2 does walking through woods in fall

I was sitting in my daughter’s tree stand this week (it’s really my tree stand that is named for her, which is another story) when just at dusk I heard a red squirrel rustling down and to my left. Of course, it wasn’t a red squirrel.

It was a deer. 

A doe fawn and she was oblivious to my presence. Any adult doe I’m sure would have looked up and stared at me to see if I would move.

You don’t have to spend much time watching deer, especially does with fawns, to know that adult deer are much more alert and attuned to their surroundings. Sometimes you can wave “Hello” to a fawn and it will stop and look at you for a bit then go back to what it was doing. An adult doe, on the other hand, won’t wait to find out if you’re really being friendly.

So how long might they sport a radiocollar? Are there differences in survival of subadult (1.5-year-old) and adult females like we see in males?

We have had research projects to look at the difference in subadult and adult female harvest rates.

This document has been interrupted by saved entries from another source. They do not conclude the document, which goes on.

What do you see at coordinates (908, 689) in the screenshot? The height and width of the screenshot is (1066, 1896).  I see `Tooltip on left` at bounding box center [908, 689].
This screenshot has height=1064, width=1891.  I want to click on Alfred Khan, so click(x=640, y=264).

The results were mixed – some study areas indicated subadults had different harvest rates from adults.

But after we look at 20 years of survival data, we start to see some patterns. The graph below shows the cumulative monthly survival rate (Graph on left – Subadults are 1.5 years of age; Graph on right – Adults are all older deer). 

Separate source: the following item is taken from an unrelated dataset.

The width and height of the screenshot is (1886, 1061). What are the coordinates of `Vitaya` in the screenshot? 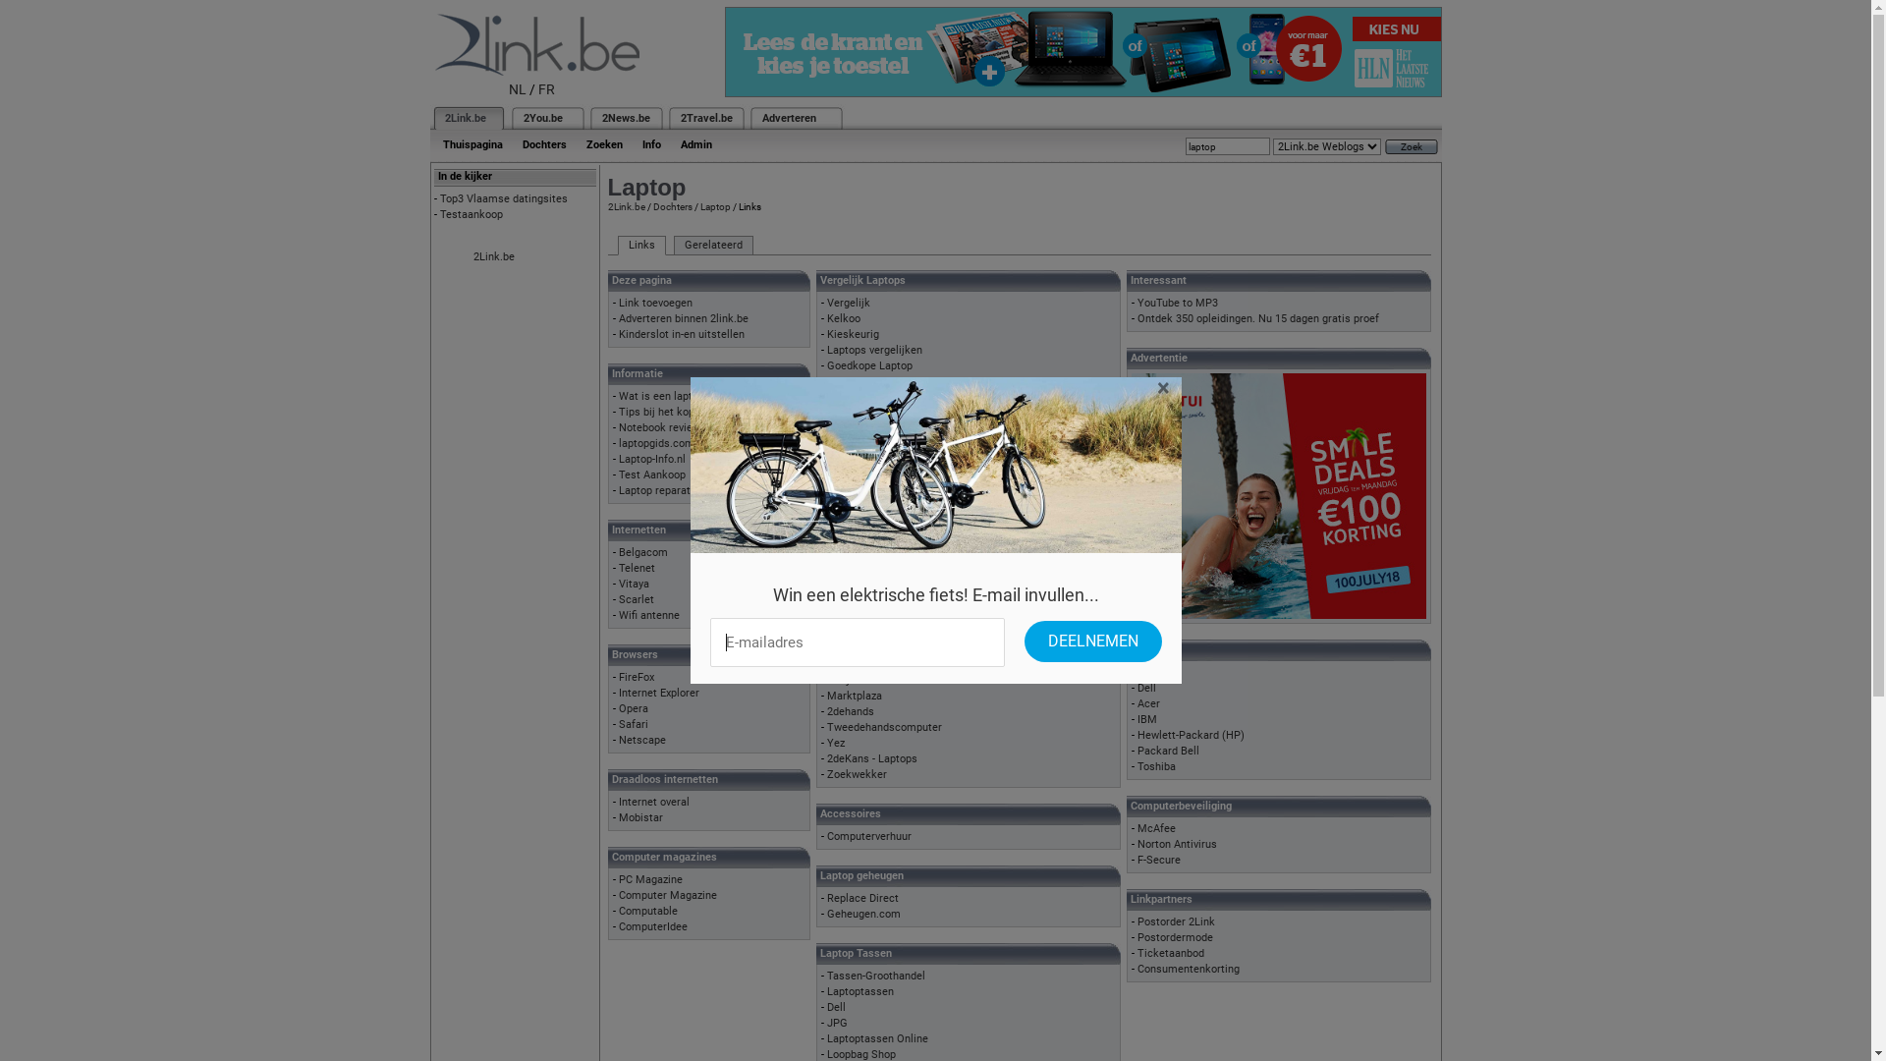 It's located at (635, 584).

As a reminder of how to interpret these, that first boxplot for February shows the median for all studies (thick horizontal line), the box around it includes 50% of the survival estimates (25th to 75th percentiles), and the whiskers coming off the box are estimates within 1.5x the inter-quartile range. The second boxplot (March) represents the probability of surviving February AND March. The third boxplot represents the probability of surviving February, March, and April…and so on. The last boxplot is the probability of surviving 12 months: February through January.

Subadult female survival looks similar to their subadult male counterparts. In fact, graphs track pretty much the same for adult male and female deer through September as well. But when hunting season arrives, things are vastly different. 

After hunting season, over half of the females are still alive. Conserving battery life of a radiocollar is a given when on females as they are likely to be carrying it around for multiple seasons and years. 

Then it’s a matter of research objectives. Big picture or fine scale movements. Because you can’t have both. 

Duane Diefenbach

[A side note: The less variability in subadult survival rates is more a function of data than actual variability. We have less data on subadults so we are able to detect less variability related to study area or year. The overall mean survival rate is trustworthy, it’s just that there is surely more variability over space and time than we can detect.]